When End-of-Life Plans Are Just Hopes

Why her mom’s living will turned out to be useless

By Lola Butcher

Mom’s terminal cancer diagnosis took her by surprise. “I always thought I would just fall over dead while I was walking across the backyard,” she told me. “Not me,” I responded. “I’m planning to go out like Uncle Ernest: Go to bed healthy and wake up dead. I think it’s called cardiac arrest.”

We were sitting at Mom’s kitchen table, trying to pretend everything was OK. A few years earlier, Mom had flitted away “a little bit of cancer,” as she called it, with a lumpectomy carefully timed so she did not miss her volunteer gigs. But we knew that this time — two cancers and increasing shortness of breath — was going to be different.

We tried to focus on the peach cobbler in our bowls. In our minds, though, we were coming to grips with the fact that we had fooled ourselves.

Mom and I thought of ourselves as great planners. Our pantries always well-stocked; the menu always worked out weeks before the big family dinner; a hundred-dollar bill always tucked in the sock drawer, just in case.

Mom’s End-of-Life Plan

Mom’s end-of-life plan was to die quickly. It turns out that is not a plan; it’s a hope. And the difference proved terribly sad when it came to the living will she’d prepared (a living will is an advance directive spelling out your desires regarding medical treatment if you’re no longer able to express them).

Like every good planner, Mom had a Plan B if she didn’t get the sudden death she was counting on. She was such an enthusiast for having a living will that I teased her about handing out copies like they were campaign flyers. When she turned 65 or thereabouts, she presented a copy to each of us four kids, her siblings and her doctor, along with a warning that “if you keep me alive on machines, I’ll come back to haunt you.”

That made us laugh. Mom was as threatening as a worn-out quilt. And after Dad died, when they were both in their mid-50s, she devoted the next three decades to making other people’s lives easier. She was a cookie-baking grandma happy to babysit on five minutes notice; the lady who made hash brown casseroles for bereavement dinners at her church.

Mom’s Living Will

Looking back, I wonder where she got all those copies of her living will. In my mind’s eye, I see her — super-white tennis shoes and polyester slacks — standing next to the copy machine at the library, fishing dimes out of her coin purse, while a young library intern pushed the button. “I better get a couple more copies, if you don’t mind. My kids lose things like you wouldn’t believe,” she might have said.

We all knew the living will was Mom’s way of saying she didn’t want to die like my dad did, suffering horribly from lung cancer treatments known to be futile even before they started.

What we didn’t know is that she would suffer horribly because we didn’t adequately plan for her end-of-life care — and that the living will would prove useless.

Our Big Mistake

Mom was of the “whatever you think is best, doctor” generation, but none of her kids are wallflowers. Yet we were unprepared to advocate for Mom’s end-of-life preferences, so we politely acceded to her physician’s auto-pilot protocol of tests and specialists in unfamiliar medical centers and painful blood draws even though Mom was clear from the outset that there would be no chemotherapy and radiation.

Years earlier, my cousin had complained about the hospice nurse that cared for her dad, but I changed the subject, murmuring about how nice the funeral was. So I missed the opportunity to find out what had gone wrong, what was the name of the hospice and, most importantly, how we could avoid the same mistake if we needed hospice services in the future.

That turned out to be our big mistake.

We were caught off-guard on the day that Mom was too weak to get out of bed and I couldn’t turn her. Although we did have options (in-home help, inpatient hospice in the city 75 miles away or the local nursing home), during Mom’s months-long decline, we had not discussed them because we were hoping —there’s that word again — we wouldn’t need them.

The Hospice Trouble We Encountered

I woke up that morning, expecting another day of helping Mom from her lift chair to wheelchair to toilet to hospital bed. When we realized it was not to be, I panicked. I administered the first dose of morphine for the day and, as Mom dosed, started frantically trying to make a plan that should have been made weeks earlier.

The home care agency in her town, it turned out, only served patients not on hospice; they had a list of nurses who moonlighted, but nobody could be arranged on short notice.

The inpatient hospice had an opening, but that would mean Mom spending her last days in the city, too far for her five siblings to visit. Would she want that? In her frail and despairing condition, I couldn’t bring myself to ask.

So we headed to the nursing home, where Mom died 10 days later.

Before all this, I would have said that our one end-of-life plan was that Mom would not die in a nursing home that was just as miserable as we all feared it would be. But what I really meant was that was our hope. We didn’t have a plan.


## Aim of the task
When you reach the line that contains "This screenshot has height=367, width=776.", please begin copying, and carry on exactly to the last line of the material, leaving out every picture.

----- Stored data -----

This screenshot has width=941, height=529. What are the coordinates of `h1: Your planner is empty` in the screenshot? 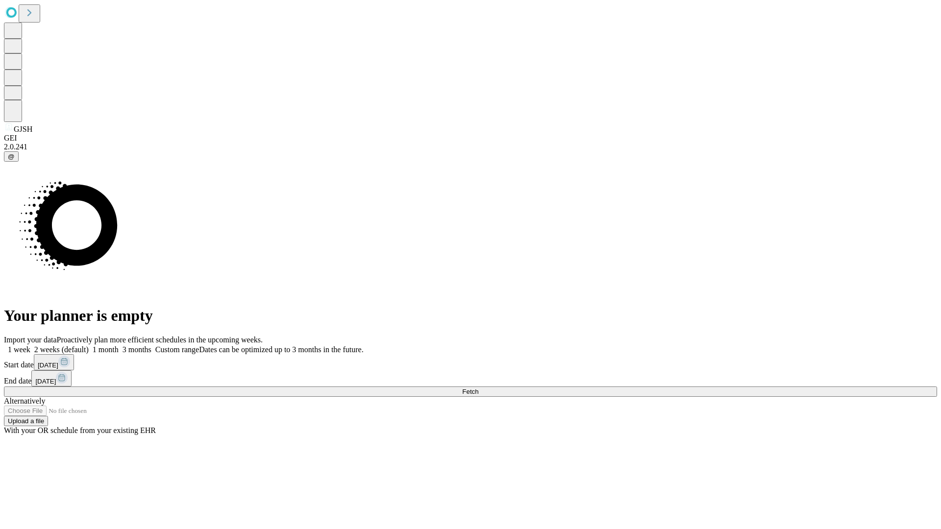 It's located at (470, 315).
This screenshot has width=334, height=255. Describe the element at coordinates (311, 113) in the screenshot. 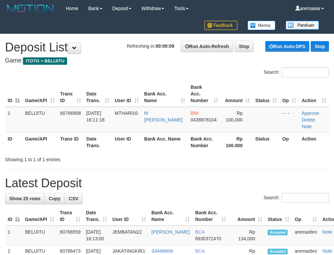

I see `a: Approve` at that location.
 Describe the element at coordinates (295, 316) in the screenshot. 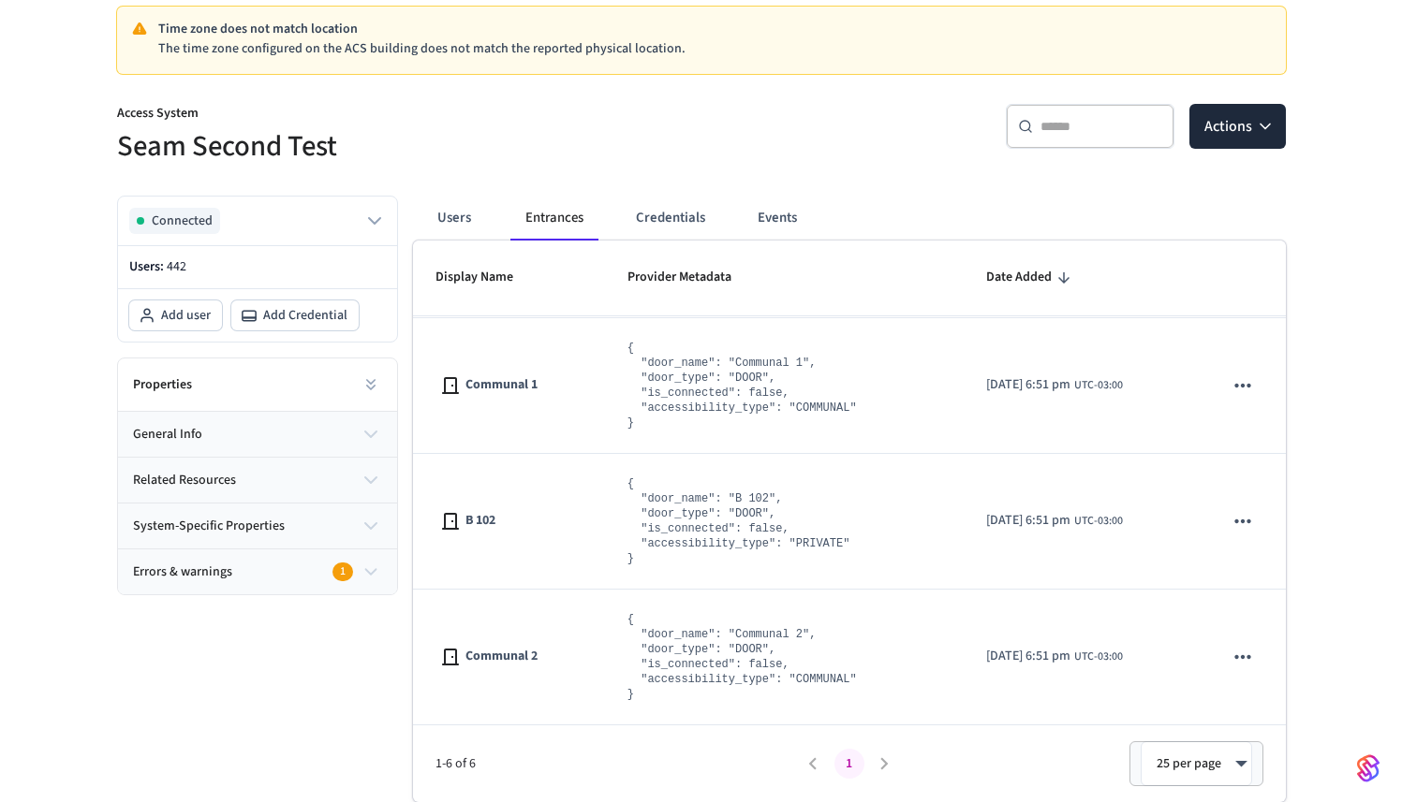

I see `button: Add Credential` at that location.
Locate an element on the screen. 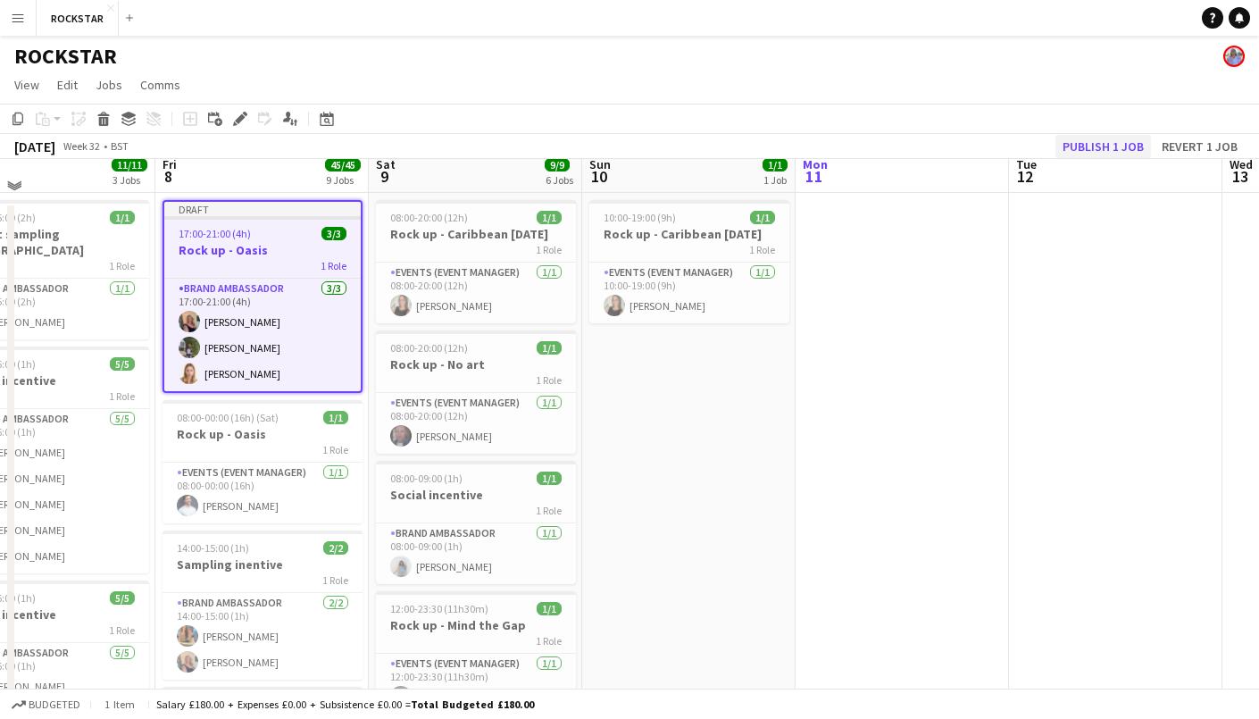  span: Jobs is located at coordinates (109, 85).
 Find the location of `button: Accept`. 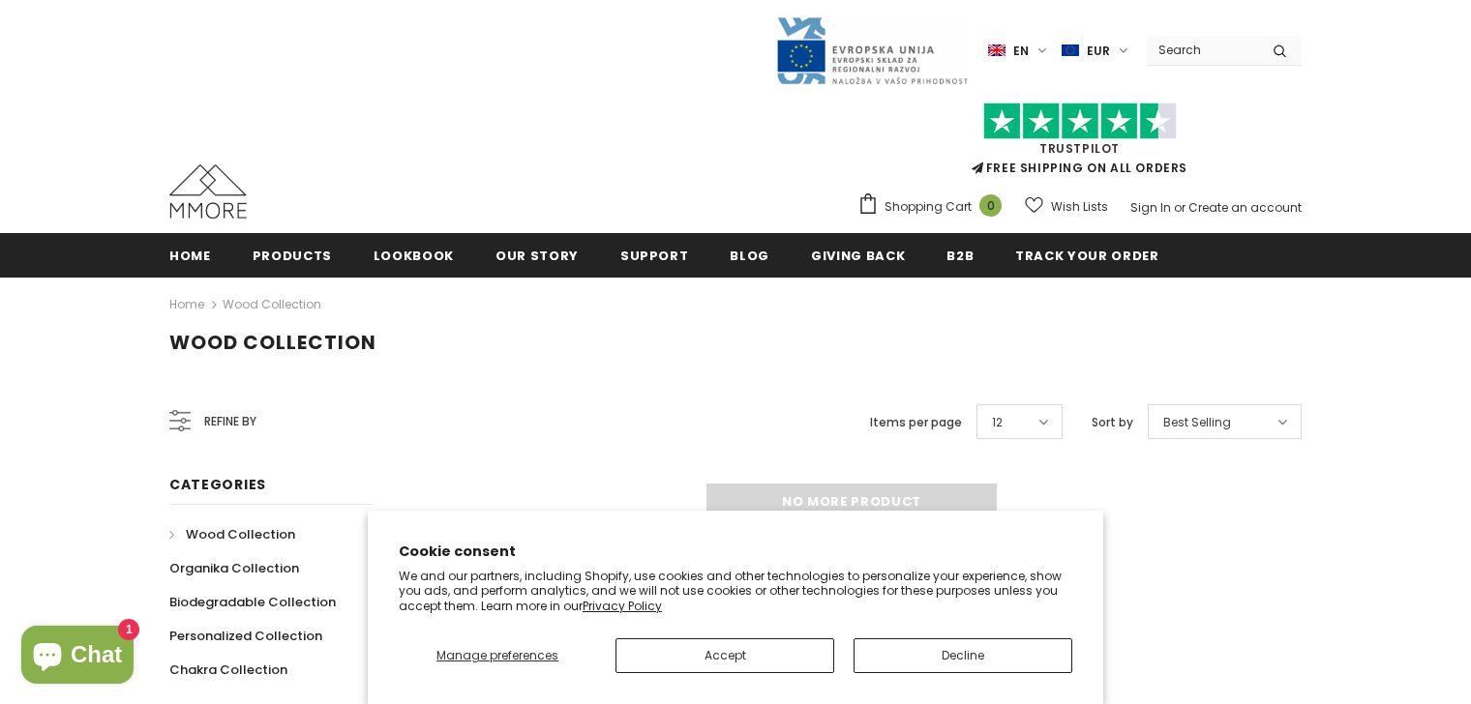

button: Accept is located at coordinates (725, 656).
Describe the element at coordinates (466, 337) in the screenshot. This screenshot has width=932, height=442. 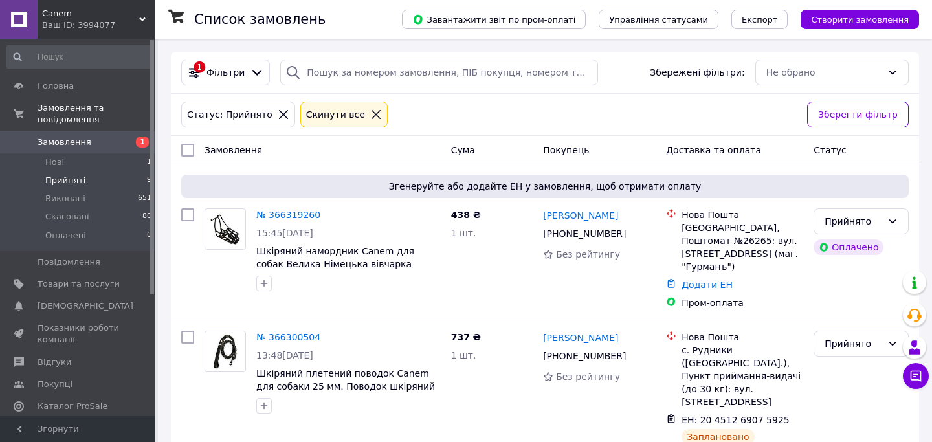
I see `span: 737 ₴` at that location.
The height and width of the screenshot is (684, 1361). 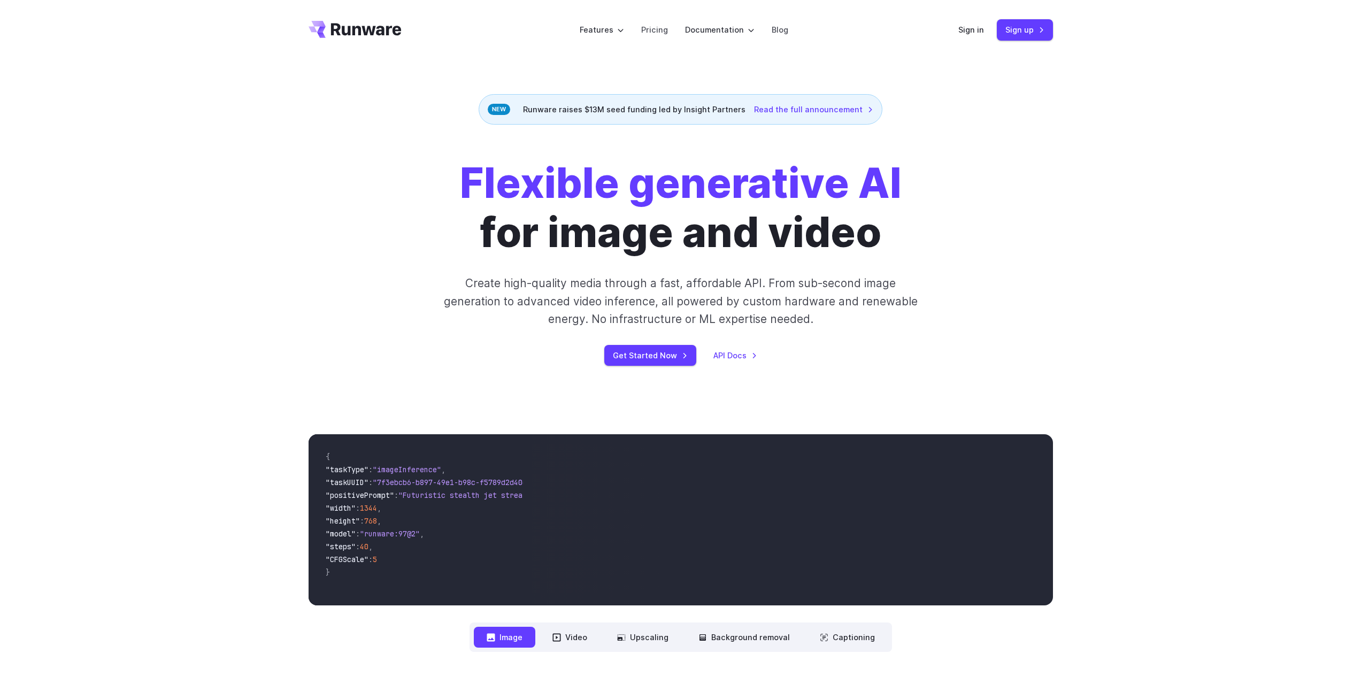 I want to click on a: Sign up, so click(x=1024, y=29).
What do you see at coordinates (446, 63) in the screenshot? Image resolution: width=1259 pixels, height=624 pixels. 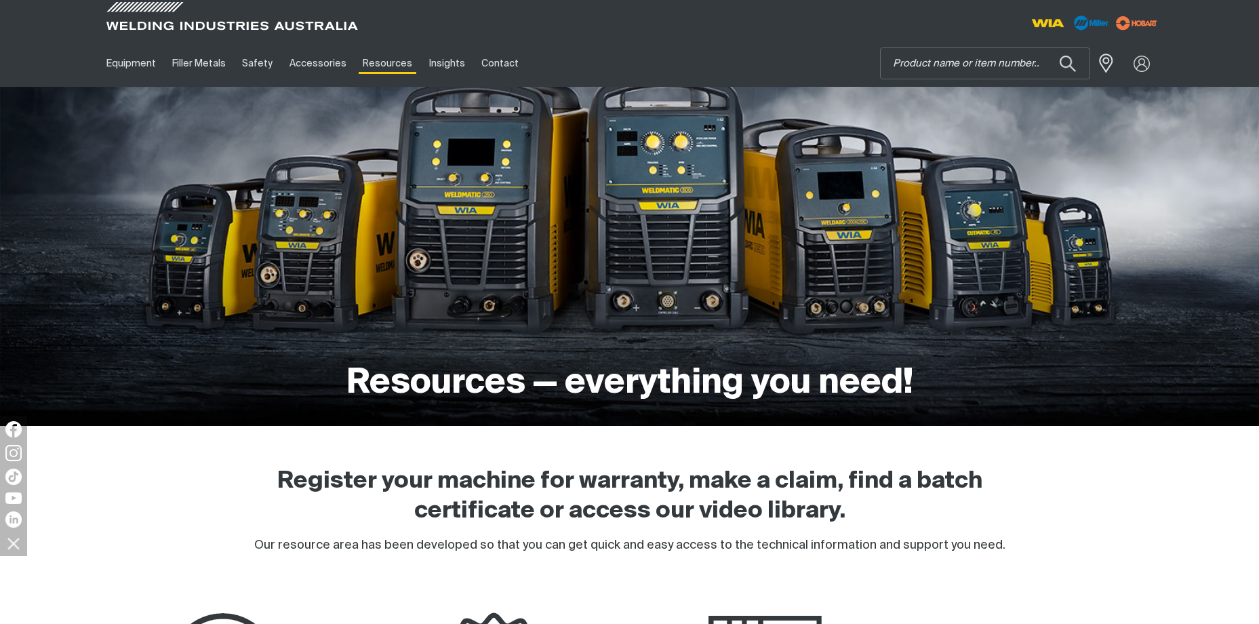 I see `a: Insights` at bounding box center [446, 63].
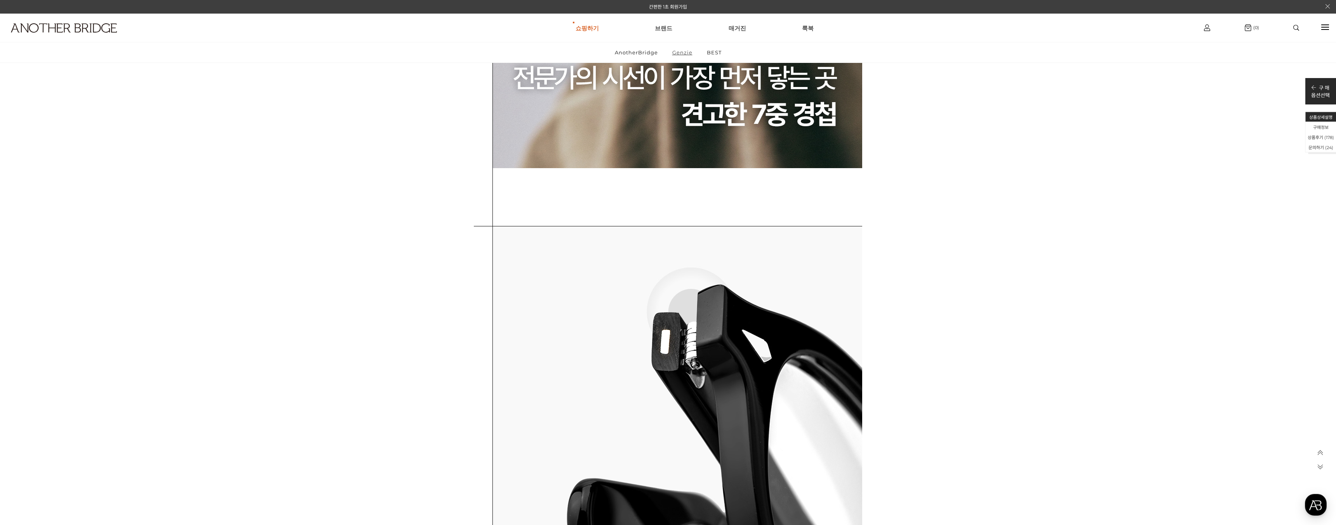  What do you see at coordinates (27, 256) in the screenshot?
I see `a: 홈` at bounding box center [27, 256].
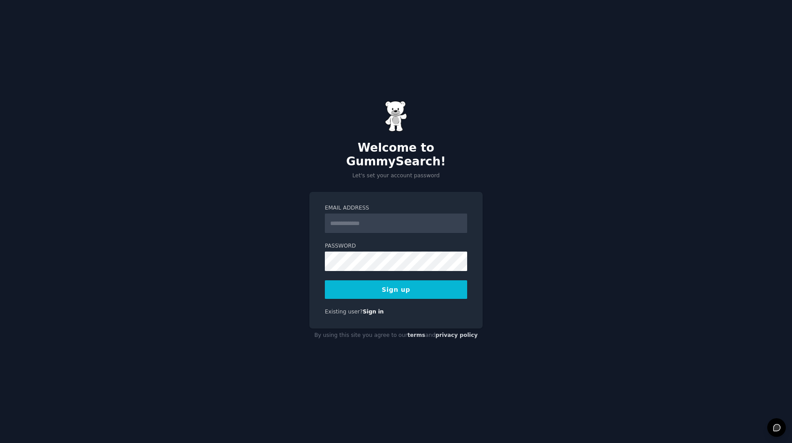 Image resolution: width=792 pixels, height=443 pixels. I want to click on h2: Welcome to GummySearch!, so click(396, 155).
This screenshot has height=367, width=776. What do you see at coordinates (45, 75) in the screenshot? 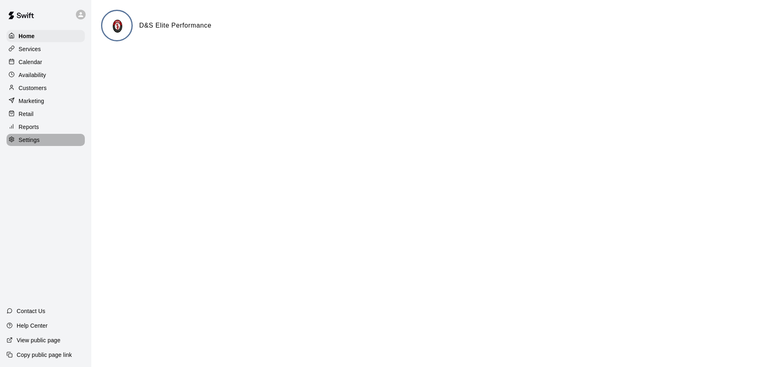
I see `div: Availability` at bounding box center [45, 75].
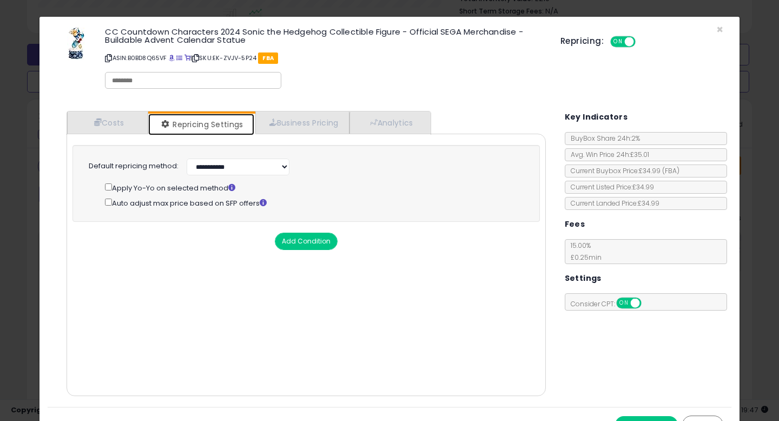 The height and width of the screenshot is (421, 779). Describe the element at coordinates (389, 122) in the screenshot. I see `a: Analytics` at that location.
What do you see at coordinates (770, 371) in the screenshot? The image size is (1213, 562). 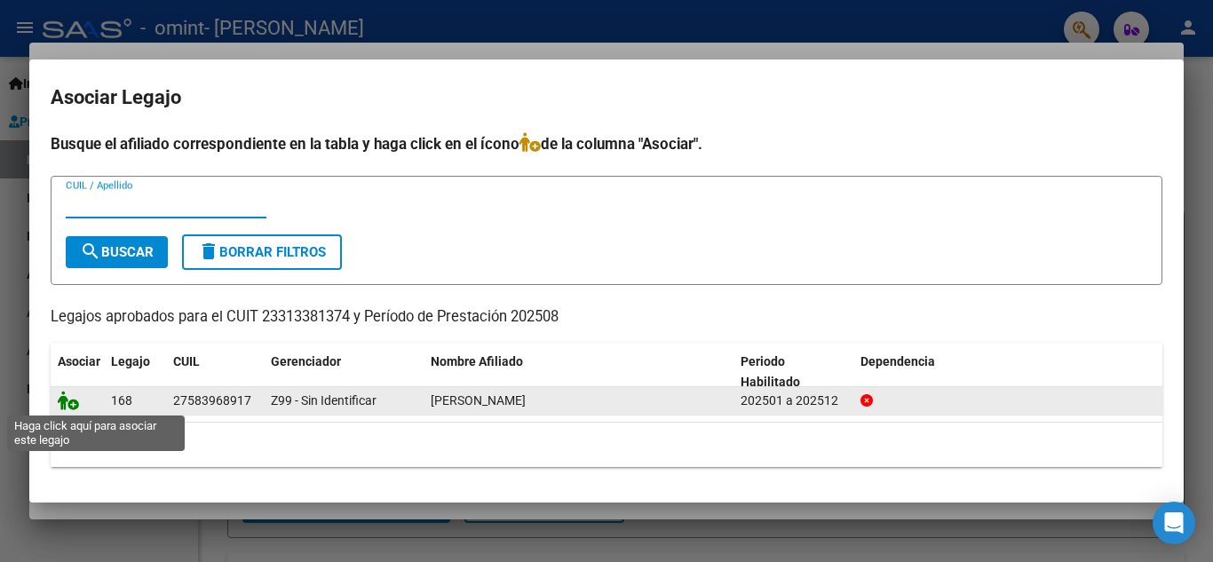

-----

## Task response
This screenshot has height=367, width=776. What do you see at coordinates (45, 75) in the screenshot? 
I see `div: Availability` at bounding box center [45, 75].
 The height and width of the screenshot is (421, 779). Describe the element at coordinates (389, 122) in the screenshot. I see `a: Analytics` at that location.
What do you see at coordinates (770, 371) in the screenshot? The image size is (1213, 562). 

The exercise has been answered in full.